Animals are standing right in their vital processes, they are grounded in nature and carried by it, resting in it. The being of excentric positionality, on the other hand, does not have a complete “natural grounding” in that sense as only one half – the physical lived body – is grounded in nature: the grounding for the other half has to be established by itself so that it can live its life carried by what it established and nature (ibid:316–17). The balance of the whole that was provided by purely organic means for the plant and the animal (ibid:219) is lost because the whole of human existence is not inside the organism. In other words: the human has to “make himself into what he already is” (ibid:309) because of a “constitutive lack of balance “ (ibid:316, see also 321) immanent in excentric positionality.
As the whole of the human existence is not carried by the organism alone, it is only “natural” that the human tries to establish something in the world that corresponds to this not (already) being nature, a second nature or culture (ibid:310–11). And the only thing that can correspond to the nothingness of the nowhere/never of excentricity is something that is not positively given as such (ibid).
Only then, the human being can actively, spontaneously, as a subject determine the conditions in which the vital life has to fit and sets its life circle – as both excentric and corporeal being – into freedom by closing it in its excentric subject: humans perform their life as both excentric and corporeal, or lead their life as a whole [Ganzheit] – subject and physical lived body in equilibrium – only by living under conditions that they themselves formed (ibid:316).

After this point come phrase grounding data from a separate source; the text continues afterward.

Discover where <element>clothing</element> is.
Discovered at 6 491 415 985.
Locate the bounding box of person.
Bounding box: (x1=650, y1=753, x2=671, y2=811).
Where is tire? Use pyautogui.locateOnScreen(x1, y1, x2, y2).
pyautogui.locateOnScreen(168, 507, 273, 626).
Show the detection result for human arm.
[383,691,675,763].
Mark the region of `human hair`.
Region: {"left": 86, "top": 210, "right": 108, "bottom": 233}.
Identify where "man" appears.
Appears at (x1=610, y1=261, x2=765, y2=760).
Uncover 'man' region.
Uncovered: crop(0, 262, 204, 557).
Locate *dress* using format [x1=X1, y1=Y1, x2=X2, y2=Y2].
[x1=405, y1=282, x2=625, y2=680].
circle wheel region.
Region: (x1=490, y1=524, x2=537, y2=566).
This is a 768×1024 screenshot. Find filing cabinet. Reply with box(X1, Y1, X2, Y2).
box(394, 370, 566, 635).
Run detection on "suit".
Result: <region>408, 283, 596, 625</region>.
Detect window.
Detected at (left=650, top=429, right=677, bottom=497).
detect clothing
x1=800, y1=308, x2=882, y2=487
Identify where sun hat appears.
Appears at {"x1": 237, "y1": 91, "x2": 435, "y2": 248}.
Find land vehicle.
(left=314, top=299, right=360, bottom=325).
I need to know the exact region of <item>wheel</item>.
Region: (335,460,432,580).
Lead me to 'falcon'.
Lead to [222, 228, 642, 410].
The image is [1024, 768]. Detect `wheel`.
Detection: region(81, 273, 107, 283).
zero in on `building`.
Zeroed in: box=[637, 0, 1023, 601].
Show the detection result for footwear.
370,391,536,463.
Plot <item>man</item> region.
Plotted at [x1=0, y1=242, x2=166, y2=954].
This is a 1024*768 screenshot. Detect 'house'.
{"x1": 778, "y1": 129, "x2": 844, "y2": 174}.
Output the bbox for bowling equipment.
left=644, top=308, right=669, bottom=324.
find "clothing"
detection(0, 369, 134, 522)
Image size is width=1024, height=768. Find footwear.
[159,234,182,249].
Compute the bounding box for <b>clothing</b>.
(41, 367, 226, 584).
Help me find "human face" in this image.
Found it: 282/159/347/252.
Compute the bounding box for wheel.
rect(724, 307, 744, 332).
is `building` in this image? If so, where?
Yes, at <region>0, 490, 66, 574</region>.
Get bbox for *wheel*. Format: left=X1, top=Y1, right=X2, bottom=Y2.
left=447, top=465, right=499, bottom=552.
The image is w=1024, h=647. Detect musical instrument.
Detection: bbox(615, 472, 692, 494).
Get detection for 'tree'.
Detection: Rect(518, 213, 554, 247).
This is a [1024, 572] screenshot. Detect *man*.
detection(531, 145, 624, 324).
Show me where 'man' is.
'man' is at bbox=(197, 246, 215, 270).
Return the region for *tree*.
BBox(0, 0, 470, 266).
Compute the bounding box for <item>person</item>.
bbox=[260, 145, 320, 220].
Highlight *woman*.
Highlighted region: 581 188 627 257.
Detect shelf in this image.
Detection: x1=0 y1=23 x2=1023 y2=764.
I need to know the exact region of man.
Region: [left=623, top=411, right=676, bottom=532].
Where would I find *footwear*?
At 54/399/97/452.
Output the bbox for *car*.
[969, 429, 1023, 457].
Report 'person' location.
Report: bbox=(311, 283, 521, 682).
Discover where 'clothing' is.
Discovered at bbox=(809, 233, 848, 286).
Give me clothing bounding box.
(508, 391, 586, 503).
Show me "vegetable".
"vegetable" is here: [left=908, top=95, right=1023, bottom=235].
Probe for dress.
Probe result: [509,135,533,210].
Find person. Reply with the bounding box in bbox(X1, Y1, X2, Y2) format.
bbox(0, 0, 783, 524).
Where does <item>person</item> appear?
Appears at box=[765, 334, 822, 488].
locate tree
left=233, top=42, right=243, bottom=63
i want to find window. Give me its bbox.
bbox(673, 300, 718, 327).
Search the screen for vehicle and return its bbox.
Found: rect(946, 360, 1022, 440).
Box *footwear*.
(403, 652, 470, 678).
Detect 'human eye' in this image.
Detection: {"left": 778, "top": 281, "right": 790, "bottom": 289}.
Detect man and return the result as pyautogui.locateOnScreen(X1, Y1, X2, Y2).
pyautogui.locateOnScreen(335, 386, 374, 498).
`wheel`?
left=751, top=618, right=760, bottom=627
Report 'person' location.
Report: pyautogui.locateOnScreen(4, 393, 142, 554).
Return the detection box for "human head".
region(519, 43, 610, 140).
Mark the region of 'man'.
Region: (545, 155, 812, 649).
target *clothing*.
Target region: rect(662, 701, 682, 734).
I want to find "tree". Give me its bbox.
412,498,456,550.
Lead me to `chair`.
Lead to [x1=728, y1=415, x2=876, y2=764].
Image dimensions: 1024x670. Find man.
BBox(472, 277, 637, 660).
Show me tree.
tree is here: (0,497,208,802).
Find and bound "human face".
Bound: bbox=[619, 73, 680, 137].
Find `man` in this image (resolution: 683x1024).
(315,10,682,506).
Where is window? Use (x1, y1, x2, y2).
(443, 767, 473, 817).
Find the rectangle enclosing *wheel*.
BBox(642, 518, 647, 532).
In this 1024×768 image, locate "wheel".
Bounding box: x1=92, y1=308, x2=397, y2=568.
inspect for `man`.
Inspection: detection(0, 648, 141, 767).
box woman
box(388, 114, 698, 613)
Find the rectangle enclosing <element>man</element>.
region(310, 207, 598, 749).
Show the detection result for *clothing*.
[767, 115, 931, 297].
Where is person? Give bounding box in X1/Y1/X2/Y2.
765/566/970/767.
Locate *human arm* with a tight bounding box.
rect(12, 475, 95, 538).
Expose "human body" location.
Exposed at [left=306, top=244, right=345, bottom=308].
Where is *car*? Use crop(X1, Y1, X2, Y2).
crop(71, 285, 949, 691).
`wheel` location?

In other words: Only if the requirements of the excentric positionality are satisfied, the excentrically positioned being can set itself into the subject-core of its corporeal existence and “be itself”, i.e. an “I” (ibid:392,325–26). Their form of organisation is excentric (ibid:193,307) and building itself a home is the only way the excentric life-form can live its organic life: It is artificial by nature.
At the same time, it cannot escape the corporeal bounds, has to live its life as the "I" that it is, which is setted in its corporeal existence it has become. Without identifying with one's corporeal existence, life cannot be lived. And the end of the corporeal existence is the end of life.